Zoiper SIP not able to register via remote network

Hello:

I have configured two SIP accounts to be used from Zoiper in android phones.

The first I was able to register just fine, using the domain name and port in Zoiper configuration: example.com:5060.

As for the second phone, I get a “Request timeout (408)” message. But if I change the domain name to the internal IP address of the FreePBX server, for example: 192.168.0.200:5060, then Zoiper registers immediately. If I go back to the domain name, then it cannot register again.

The port 5060 is properly configured in the router as a virtual server pointing to FreePBX´s server IP (which is why the first phone has worked just fine using the domain name).

How can I further debug this?

Thanks a lot!

Try using another port for the second phone.

Ok, I created another extension (an IAX), which uses another port (4569), and the phone was able to remotely register.

But I can´t believe you have to spend one port for each remote ip phone you want to register. It doesn´t make sense to be like that.

Can anyone confirm this, please?

Thanks a lot.

Don’t use 4569 that is for IAX2.

Actually it makes total sense, a “connection” needs a port and an IP at each end that will be used exclusively, udp 5060 is the default port for SIP, so if you have two devices that purport to come from the same ID and use the same port, then ugly things will happen, as you discovered.

How the various pnat devices actually negotiate and maintain connection that shouldn’t be on an already made connection, is quite possible but the source of most registration/audio problems. You ran into the registration problem.

There are plenty of resources out there for you to confirm that your disbelief is unwarrented. :wink:

Sorry I reread, of course use 4569 for IAX, for another SIP connection DON’T use 5060 is you already have a connection to that IP on that port. You will have the same trouble if you add another IAX2 connection on 4569 to the same IP

Ok, so it´s better to forward a range of ports to the FreePBX server (like 5060 ~ 5080) and then use one port for each remote phone.

But doesn´t the FreePBX server listens just the 5060?

How would I solve that?

Thanks again for your attention.

FreePBX doesn’t listen to anything, it is a only a front end for configuring Asterisk, if you have an extension set to look for another port, then it will. Again this workaround is for handling routers that “get it wrong” normally a decent router will assign 5060 to the first connection and renegotiate other ports for the other devices behind itself. Asterisk will comply.

Yes, of course. That’s why I said FreePBX server, and not FreePBX. I meant the server where FreePBX is installed.

Anyway, since the same router I’m working with is able to gracefully handle connections for ports 80, 443, 22, and many others (doing proper renegotiation to higher ports - I believe), why wouldn’t it handle the same way connections for port 5060?

I’m not convinced the workaround is needed because of the router.

I’ll do some tests and report back. Thanks for the help.

Do you understand the difference between a stateful connection, (TCP) and a stateless one (UDP) three needed for each “call” , when you do I believe you will be convinced.

I don’t know all the differences, but I do know that TCP cares about packet integrity and UDP doesn’t. If that’s what you’re referring to, I believe it would fit as an explanation if sometimes I could register the SIP account and sometimes I couldn’t (instability). But that’s not the case, since I’m never able connect the second SIP account.

Moreover, I just created three IAX accounts and I could successfully register all of them remotely (all of them is configured to its defaults - port 4569).

So, whatever may the problem be, doesn’t matter anymore, because I’ll just use IAX accounts and they are working as expected.

Thanks again.

IAX2 uses one port and so is easier to configure where aberrant routers are involved, that sip doesn’t work for you remains a routing problem and almost always will until you fix your network, Good that you are happy, but just for the next guy that comes along, with little work it will always work for SIP also.

Ok, but when you say little work, you are meaning different signaling ports for each SIP account? Or there would be something else that should be addressed?

After reading the content in the link below, I couldn’t find many benefits for SIP instead of IAX, unless in a situation where you have a SIP-only hardware and you must implement a SIP account in your server. For all other cases, it seems much better to just use IAX (security, stability, overhead etc.). Is this correct understanding?

http://www.asteriskdocs.org/en/3rd_Edition/asterisk-book-html/asterisk-book.html#asterisk-UnderstandingVoIP-SECT-2.1.4

Tks.

It is not IAX it is IAX2, they are different and definitely separate protocols. IAX2 works well but few phones support it. Neither are intrinsically secure and you will find instances of perplexed implementors getting hacked on both. There is about the same overhead on an IAX2 and a SIP trunk. (not individual sip connections) depending on your codec of choice.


◆ **Directions**
A faithful copy of every entry is the goal; keep the images out of it.

◆ **Saved data entries**
_ _ _ _ _ _ _

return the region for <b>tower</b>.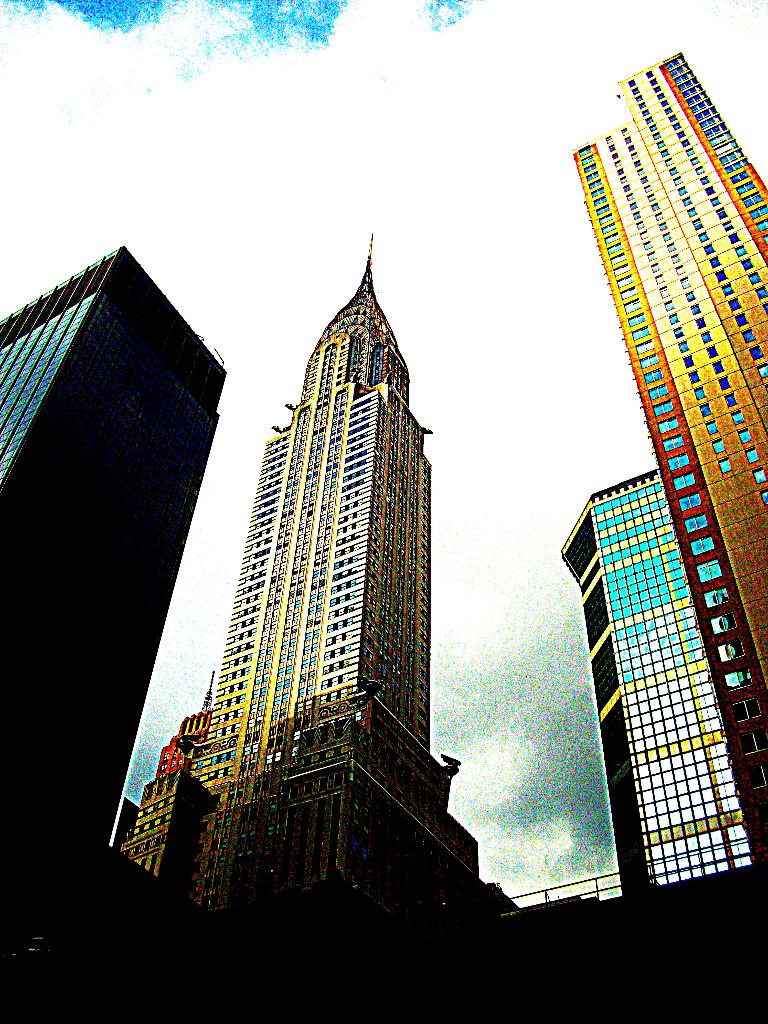
0:230:233:930.
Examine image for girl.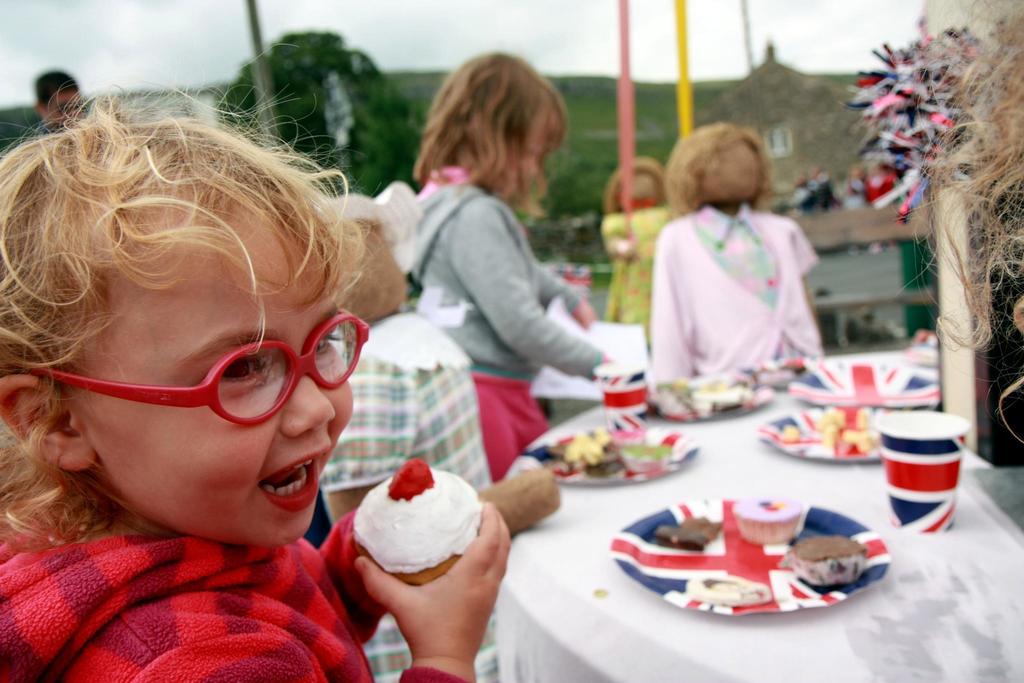
Examination result: bbox=(0, 110, 492, 682).
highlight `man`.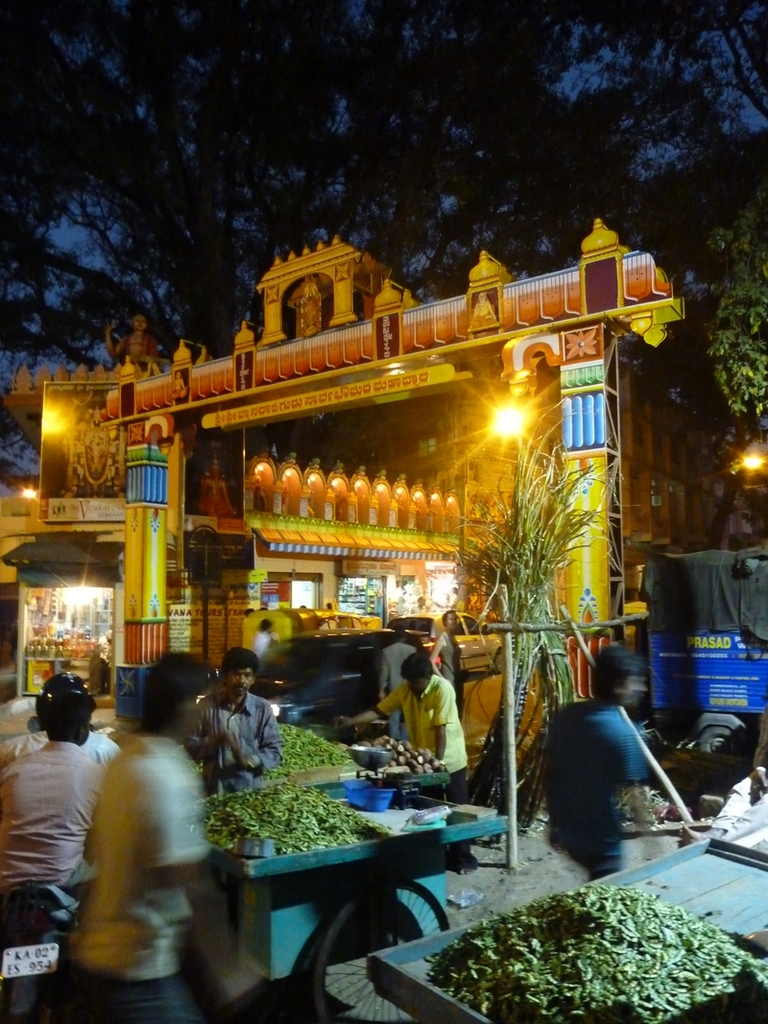
Highlighted region: [x1=507, y1=645, x2=656, y2=889].
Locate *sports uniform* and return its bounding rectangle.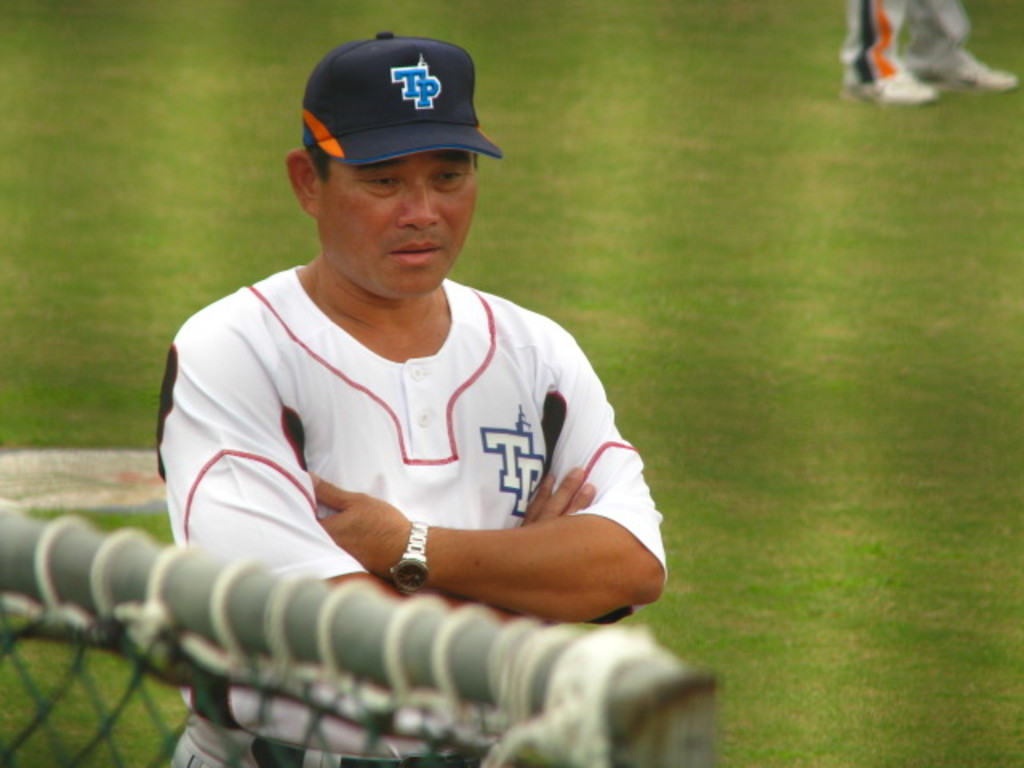
(155,259,669,766).
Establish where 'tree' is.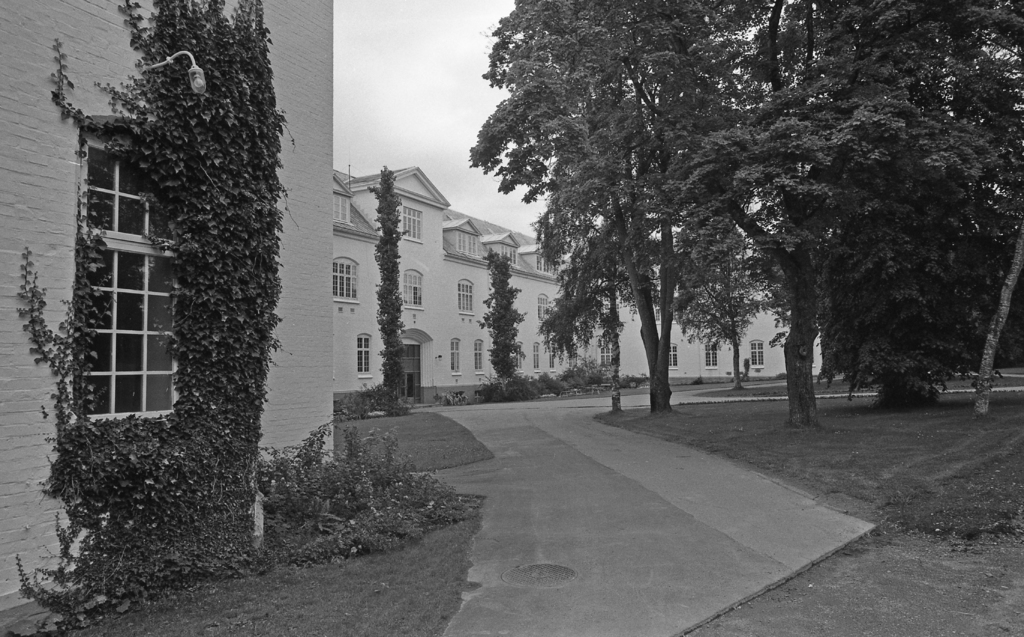
Established at <box>367,163,412,400</box>.
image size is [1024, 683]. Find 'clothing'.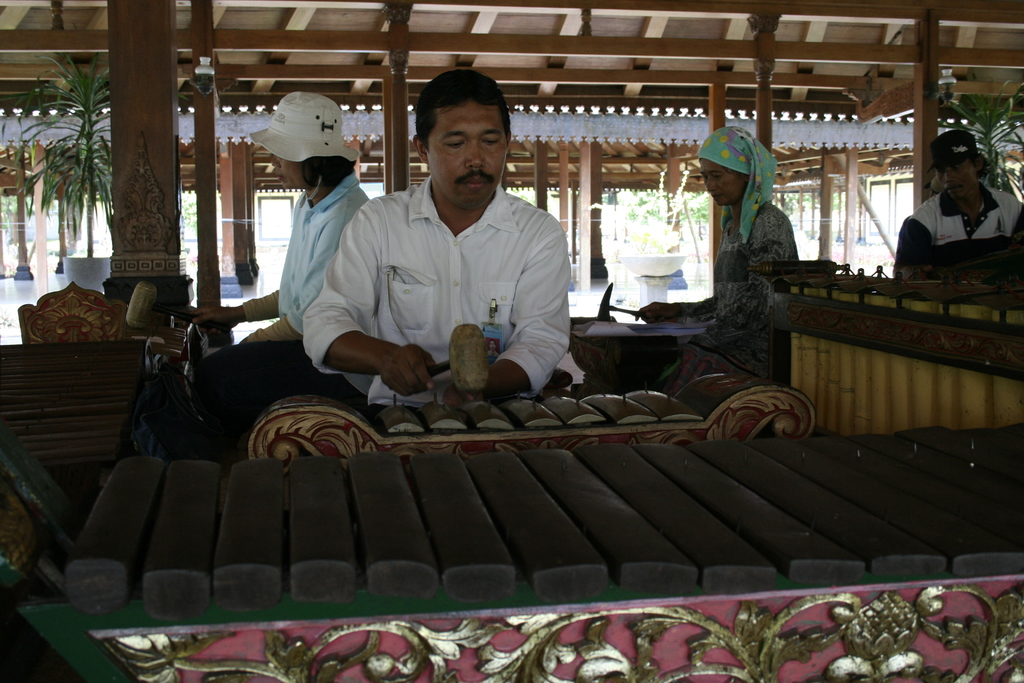
[911,163,1016,252].
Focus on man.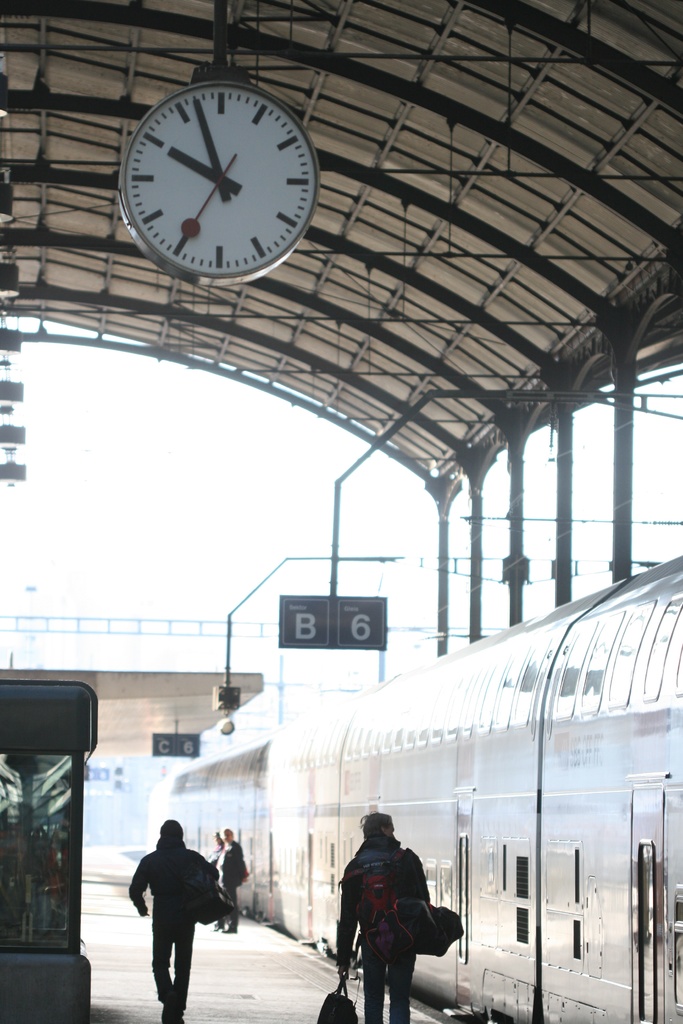
Focused at bbox(339, 810, 436, 1023).
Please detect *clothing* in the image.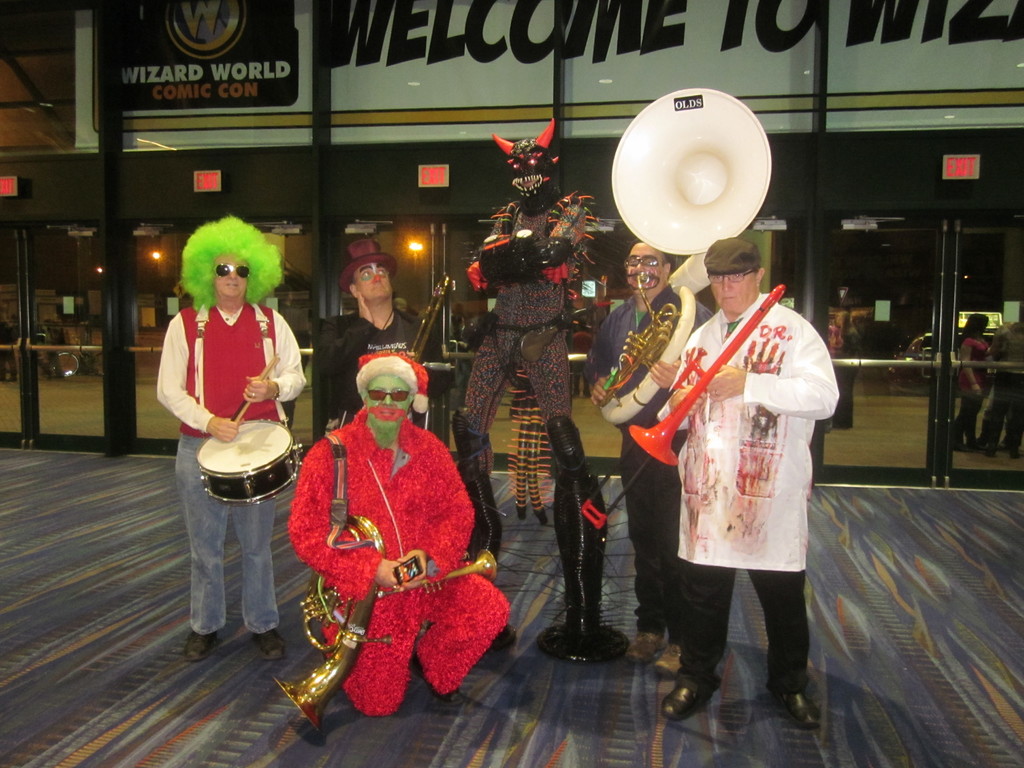
294 300 448 449.
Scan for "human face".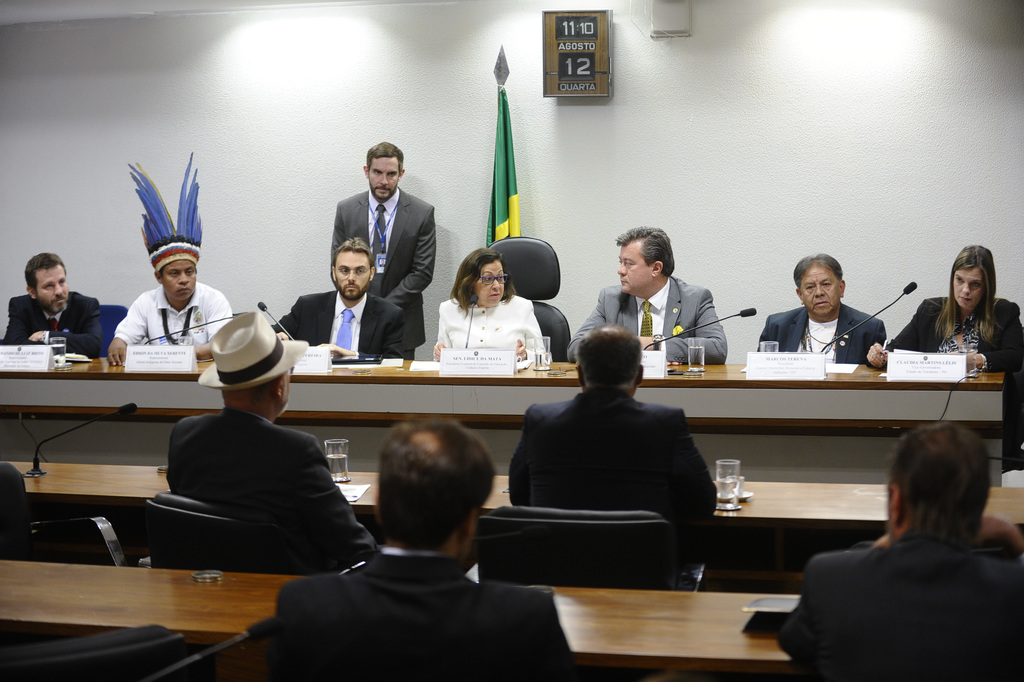
Scan result: left=40, top=264, right=66, bottom=311.
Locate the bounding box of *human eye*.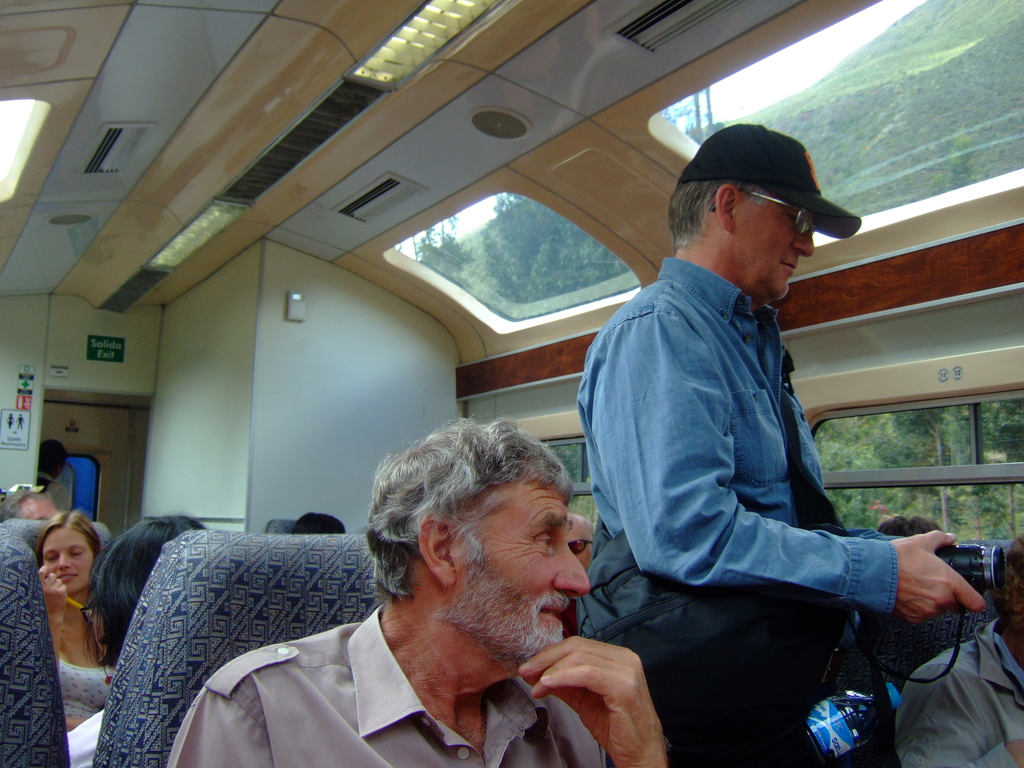
Bounding box: 531,529,553,559.
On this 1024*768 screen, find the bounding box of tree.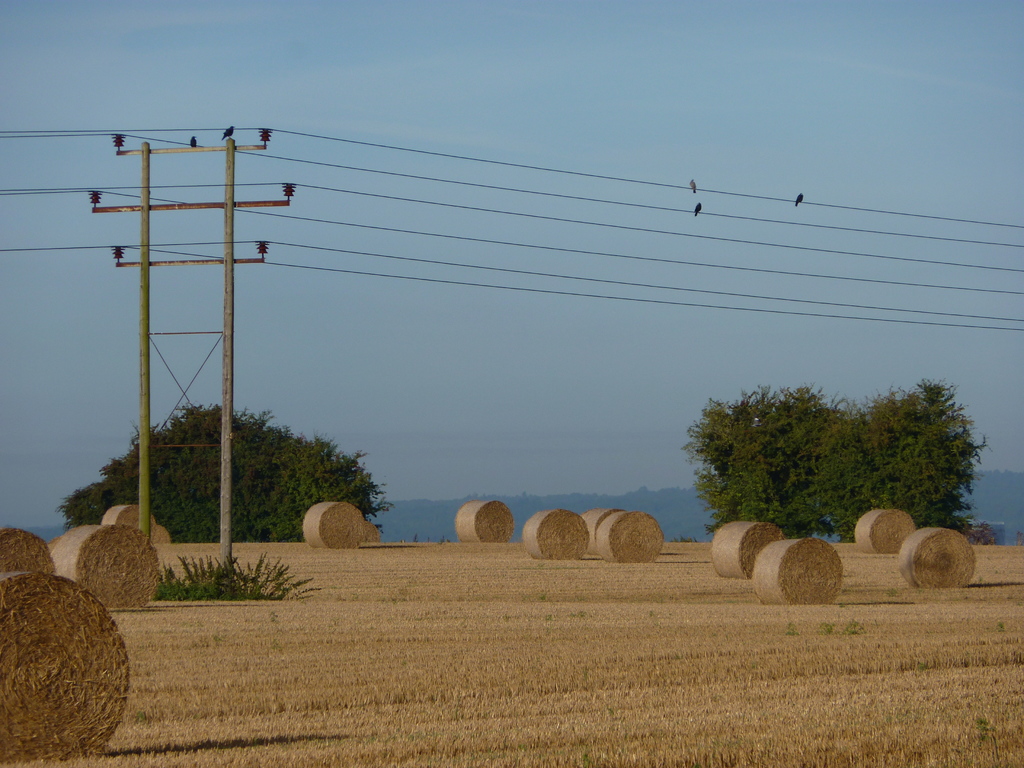
Bounding box: (left=681, top=376, right=1000, bottom=547).
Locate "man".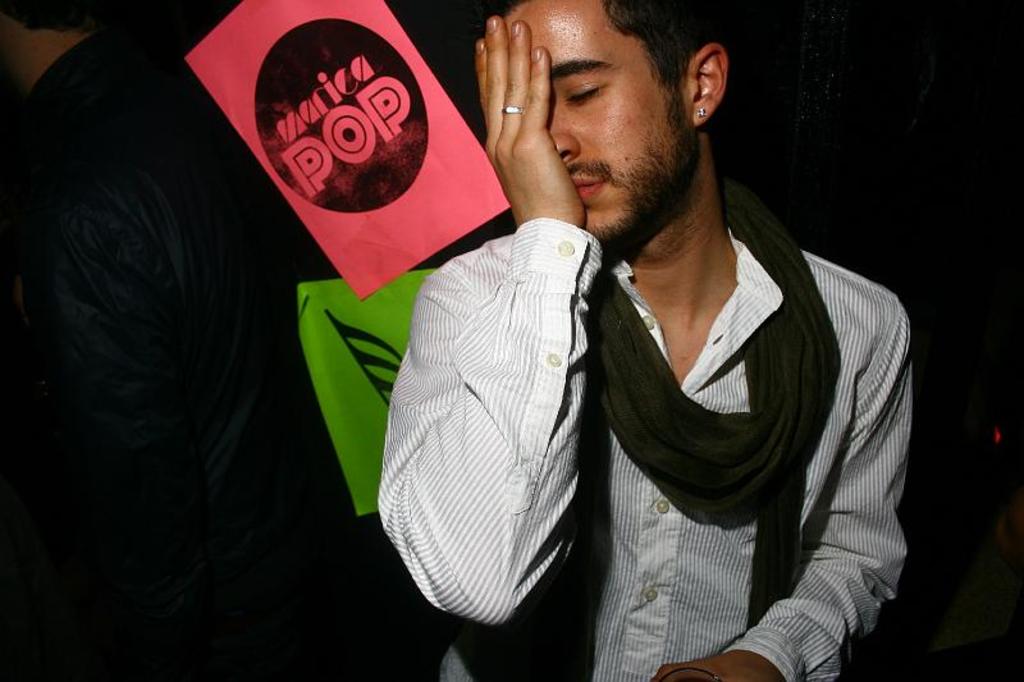
Bounding box: <bbox>325, 0, 942, 659</bbox>.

_ _ _ _ _ _ _

◆ **Answer section**
return the region for <b>tower</b>.
0:230:233:930.
Examine image for girl.
Examination result: bbox=(0, 110, 492, 682).
highlight `man`.
Highlighted region: [x1=507, y1=645, x2=656, y2=889].
Locate *sports uniform* and return its bounding rectangle.
(155,259,669,766).
Establish where 'tree' is.
Established at <box>367,163,412,400</box>.
image size is [1024, 683]. Find 'clothing'.
[911,163,1016,252].
Focus on man.
Focused at bbox(339, 810, 436, 1023).
Please detect *clothing* in the image.
294 300 448 449.
Scan for "human face".
Scan result: left=40, top=264, right=66, bottom=311.
Locate the bounding box of *human eye*.
Bounding box: 531,529,553,559.
On this 1024*768 screen, find the bounding box of tree.
Bounding box: (left=681, top=376, right=1000, bottom=547).
Locate "man".
Bounding box: <bbox>325, 0, 942, 659</bbox>.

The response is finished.